After a lot of waste motion, I discovered spam filters which poll the mail servers before the email client does, so that well known crap can be discarded before downloads. These are similar to filters available on most web mails and host accounts, but allow continuous monitoring and tweaking from the personal computer.
One such filter example is “SpamWeed for POP3 … an advanced Bayesian spam filter acts as a personal POP3 proxy”. I suggested clarification in the setup directions, as I had to request help. If your email settings had mail server = mail.comcast.net for user = name, those become server = 127.0.0.1, user = name@mail.comcast.net. With that explained, adding accounts was fast. The product would be improved tremendously if the Block List subscribed to automatic updates from spam authorities. As I noted above, Bayesian spam filters just do not impress me.
The filter I now use (since last July) does subscribe to block lists, SpamEater Pro 4.x. SEP subscribes to various black lists, as well as letting user enter keywords for subject, body, sender. Unfortunately, I often have spam get through SEP’s filters for all of those parameters combined, and I have not received adequate explanations from Support. Support responds quickly, but not all recommendations work. Nonetheless, this is still the best spam filter I have yet tried. I prefer this outright purchase to remote host based filter subscription services, which can only slow down receiving.
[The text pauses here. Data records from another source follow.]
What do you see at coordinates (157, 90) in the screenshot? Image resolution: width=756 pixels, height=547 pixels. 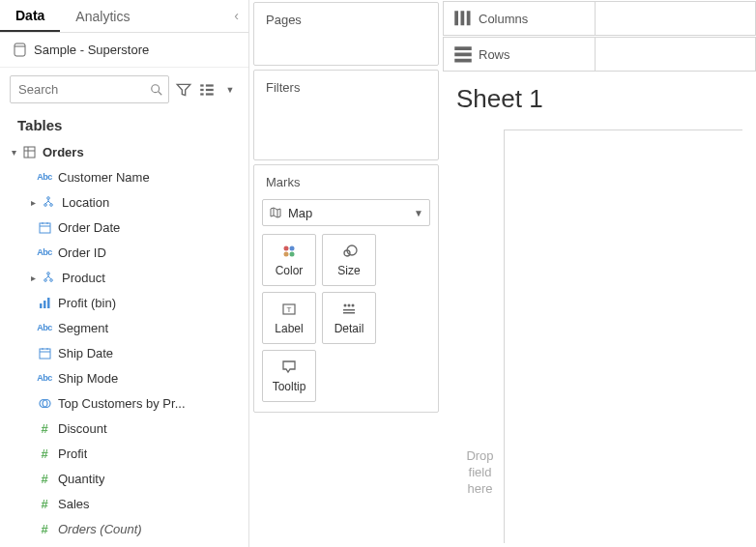 I see `search-icon` at bounding box center [157, 90].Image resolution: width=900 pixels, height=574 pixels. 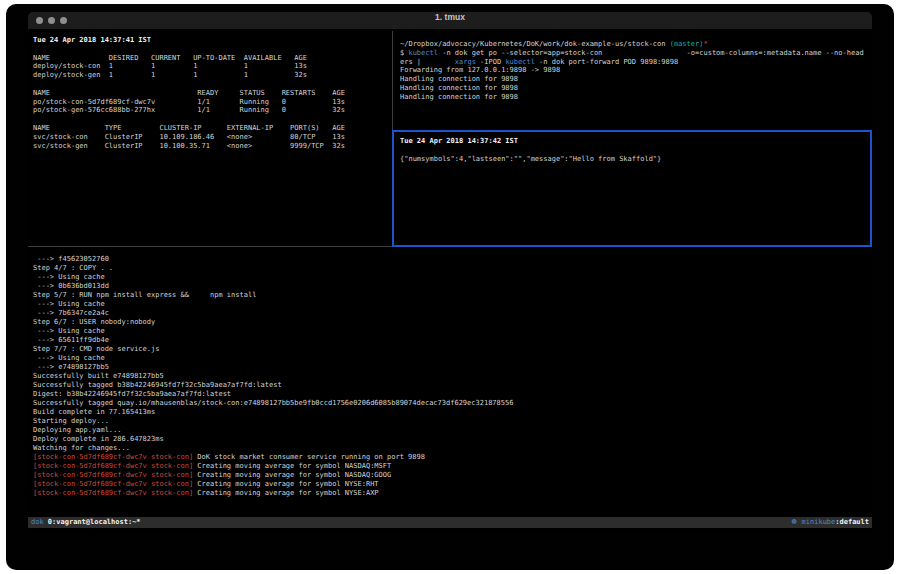 What do you see at coordinates (452, 448) in the screenshot?
I see `terminal-line: Watching for changes...` at bounding box center [452, 448].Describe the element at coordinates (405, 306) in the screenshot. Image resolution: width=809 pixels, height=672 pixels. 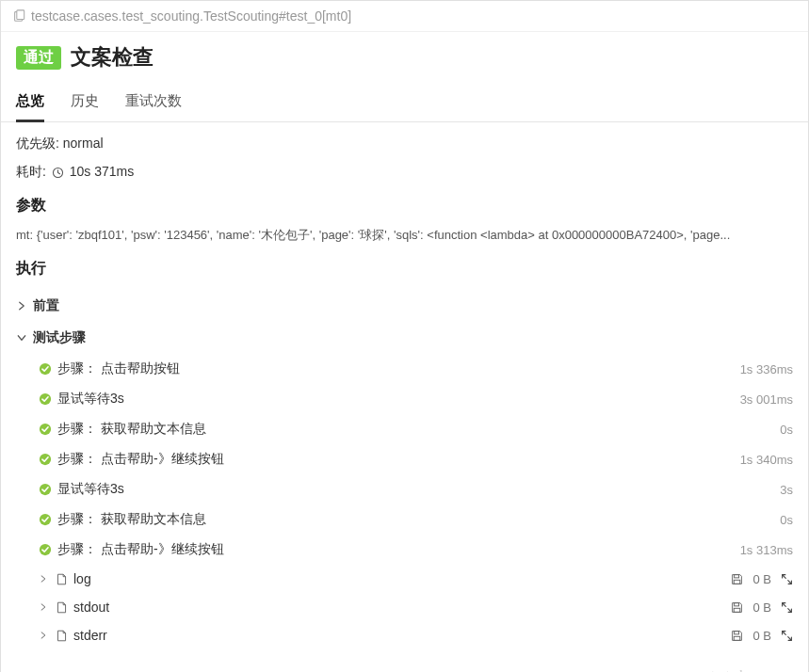
I see `group-setup: 前置` at that location.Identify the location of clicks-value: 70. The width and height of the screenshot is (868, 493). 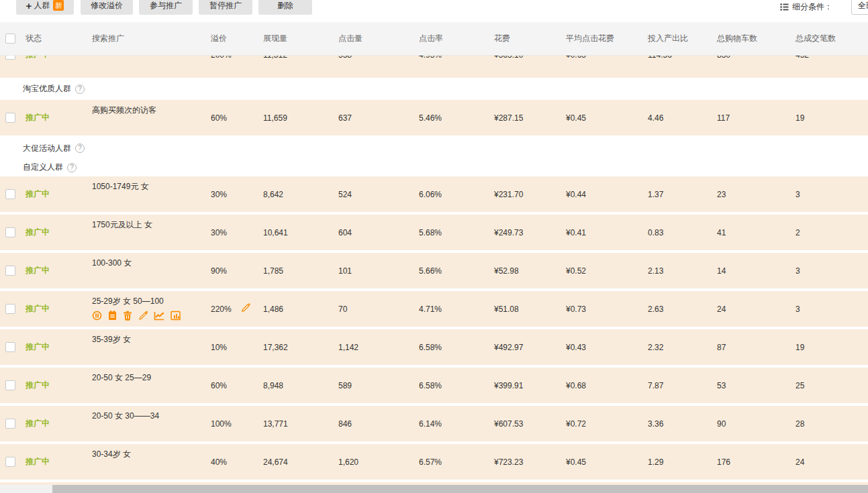
(373, 309).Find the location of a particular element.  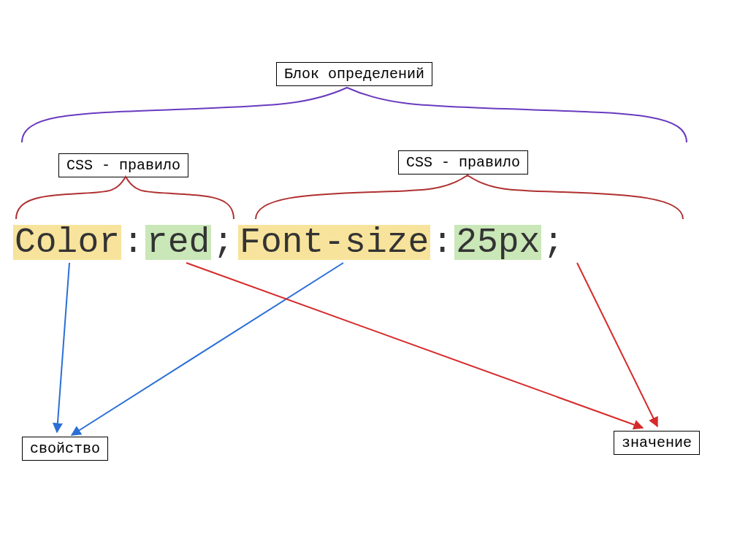

label-rule-1-text: CSS - правило is located at coordinates (123, 165).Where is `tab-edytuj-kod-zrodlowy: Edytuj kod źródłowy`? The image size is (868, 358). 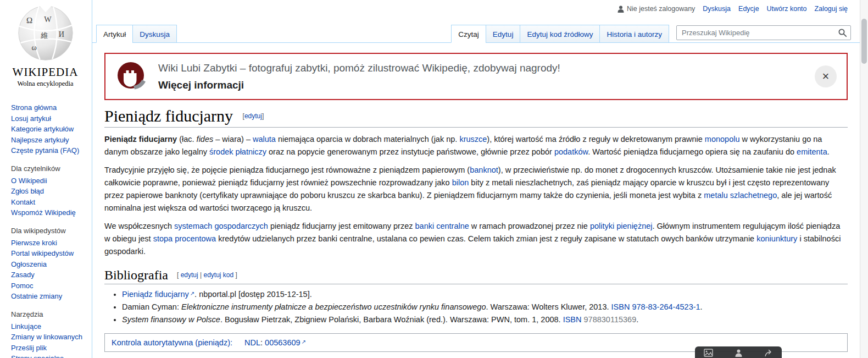
tab-edytuj-kod-zrodlowy: Edytuj kod źródłowy is located at coordinates (560, 34). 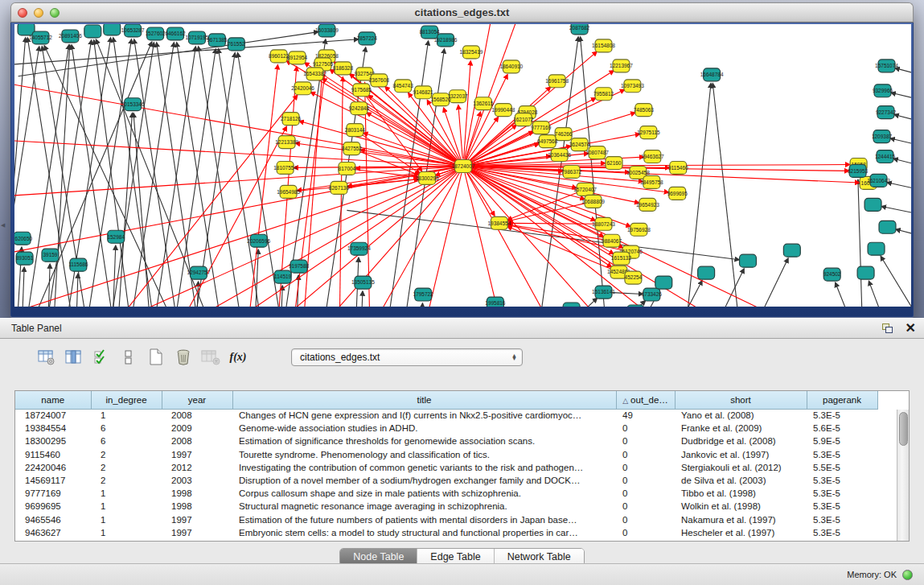 What do you see at coordinates (639, 229) in the screenshot?
I see `graph-node: 19756928` at bounding box center [639, 229]. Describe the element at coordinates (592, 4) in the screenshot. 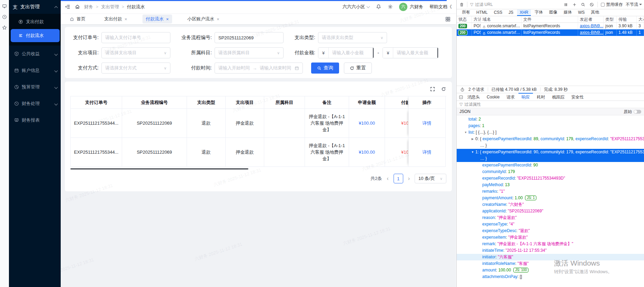

I see `block-requests-icon` at that location.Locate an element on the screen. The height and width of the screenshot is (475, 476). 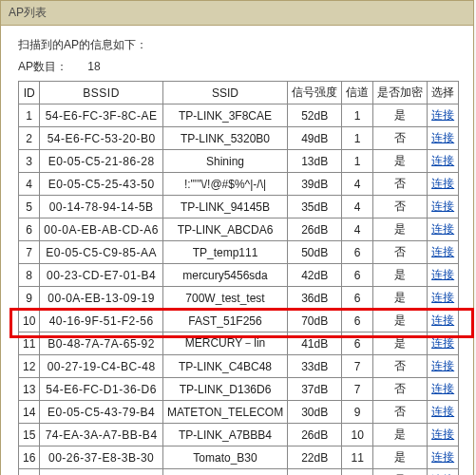
cell-bssid: E0-05-C5-21-86-28 is located at coordinates (102, 162).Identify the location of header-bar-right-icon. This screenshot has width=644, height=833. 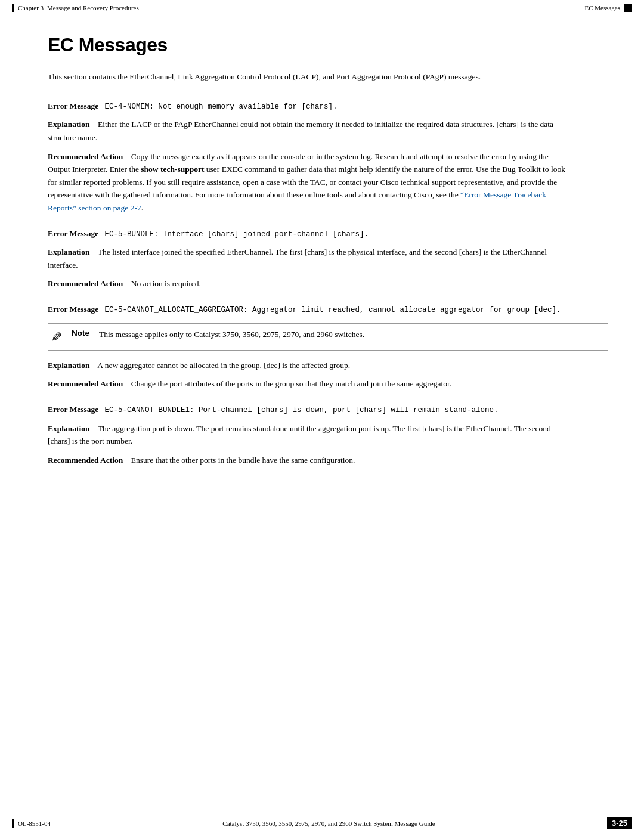
(628, 8). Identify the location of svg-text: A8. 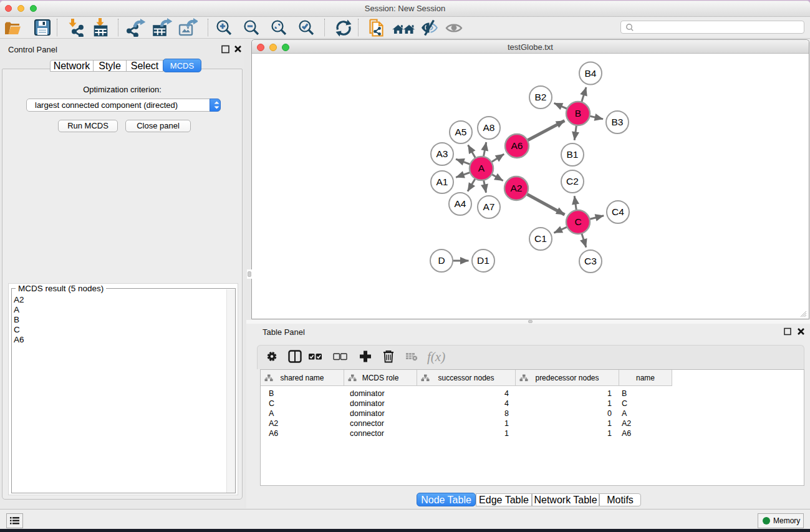
(489, 127).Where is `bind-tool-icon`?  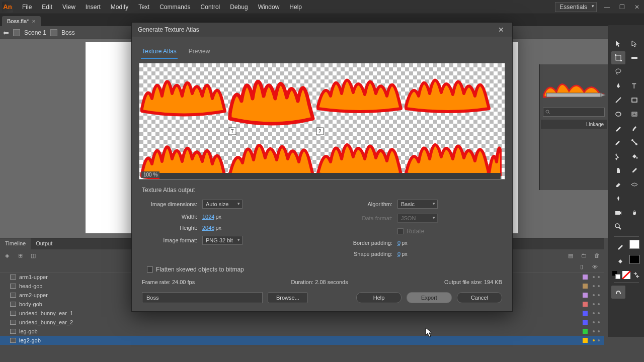
bind-tool-icon is located at coordinates (618, 156).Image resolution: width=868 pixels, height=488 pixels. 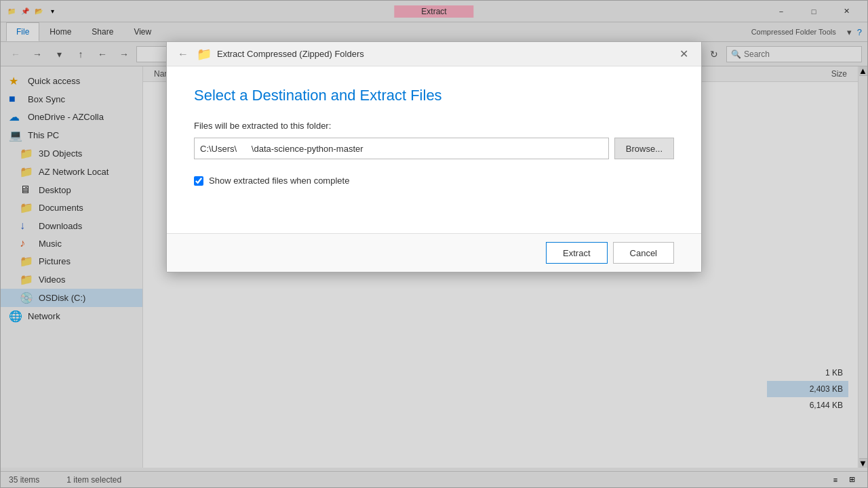 What do you see at coordinates (443, 54) in the screenshot?
I see `dialog-title-text: Extract Compressed (Zipped) Folders` at bounding box center [443, 54].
My emails which use my domain hosting can prefilter with BoxTrapper (”protects your inbox from spam by forcing all people not on your white list to reply to a verification email before they can send mail to you”) or SpamAssassin (”is an automated email filtering system that attempts to identify spam messages based on the content of the email’s headers and body.”). I frankly am irritated by outbound mails which are tediously interrupted by recipients’ use of “BoxTrapper”, and “SpamAssassin” is less featured than “SpamEater Pro”.
If readers have better choices, please describe in detail.
Summary
I return to The Bat for email and SpamEater Pro for filtering.
Copyright 2008 by Donald A. Miller, PhD / SoftWareProgs.com,
See “S/W Store” and “Specials, Limited” for good deals on software.